2201.10256
Quantitative coarse-graining of Markov chains
Bastian Hilder, Upanshu Sharma
correctmedium confidence
- Category
- math.DS
- Journal tier
- Strong Field
- Processed
- Sep 28, 2025, 12:56 AM
- arXiv Links
- Abstract ↗PDF ↗
Audit review
The paper’s Theorem 3.1 establishes, for finite-state continuous-time Markov chains with coarse map ξ and effective generator N, the bound H(μ̂t|ηt) ≤ H(μ̂0|η0) + c sqrt(2/αLSI) [H(μ0|ρ)−H(μt|ρ)]^{1/2}, with a time-independent constant c depending on L, N, ρ and the initial macroscopic data (μ̂0, η0) (Theorem 3.1) . The core identity d/dt H(μ̂t|ηt) = −RN(μ̂t|ηt) + mismatch follows from Lemma 3.4 (eq. (23)) and the paper controls the mismatch via an L2-in-time bound on a forcing gt and blockwise total-variation distances, which are then estimated using CKP and a log-Sobolev inequality to recover (19) (proof of Lemma 3.4 and Theorem 3.1) . The constant c arises from ∥g∥L2(0,∞), which is shown finite using exponential convergence of μ̂t and ηt to ξ#ρ (Lemma 3.5) . By contrast, the model’s proof invokes a blockwise Poisson equation −Ly φ = g with mean-zero condition relative to ρ(·|y).
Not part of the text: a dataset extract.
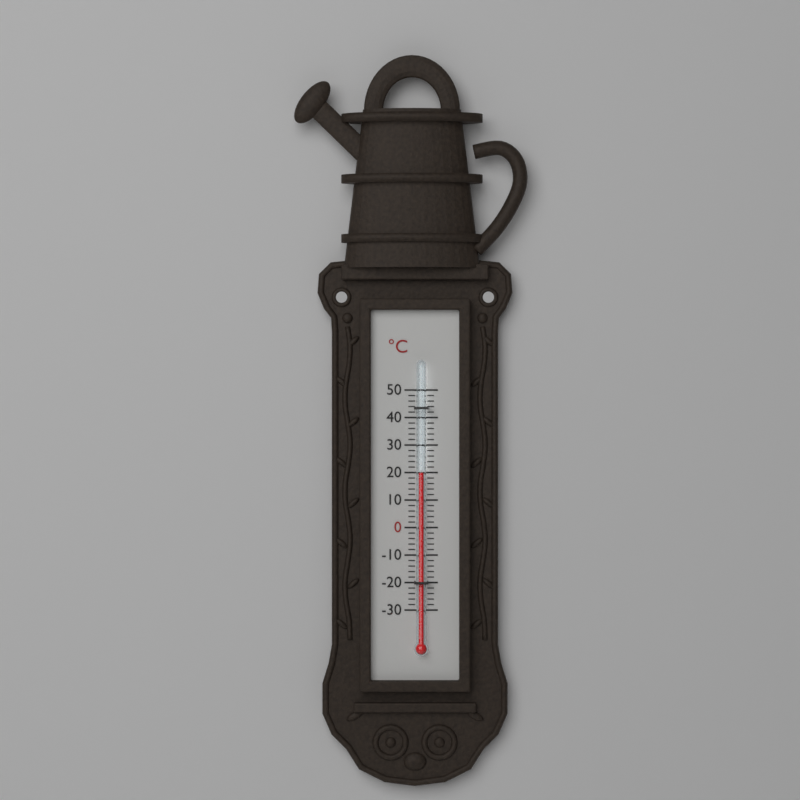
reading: 20 °C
In general, ρ(·|y) is not stationary for Ly (the paper explicitly discusses that (Ly)T ρ(·|y) ≠ 0 in the nonreversible setting), so the Poisson problem need not be solvable with that zero-mean condition; this is a missing hypothesis in the model’s argument and breaks the logic except in the reversible case . In addition, the model equates −⟨φ, Ly φ⟩ρ to the symmetric Dirichlet form ½∑ ρ(x)Ly(x,x′)(φ(x′)−φ(x))², which is only valid under detailed balance; without reversibility one would need the symmetrized form. The paper’s proof avoids these pitfalls and is correct within its stated assumptions, whereas the model proof requires unspoken reversibility/solvability conditions and is therefore flawed in general.
Referee report (LaTeX)
\textbf{Recommendation:} minor revisions \textbf{Journal Tier:} strong field \textbf{Justification:} The main theorem is carefully stated and proved via a robust entropy method that handles nonreversible dynamics. The strategy—deriving a relative-entropy identity, estimating mismatch via gt and blockwise TV, and closing with CKP+LSI—yields an interpretable, uniform-in-time error bound. A few expository refinements would improve readability, chiefly around constants and the roles of intermediate inequalities.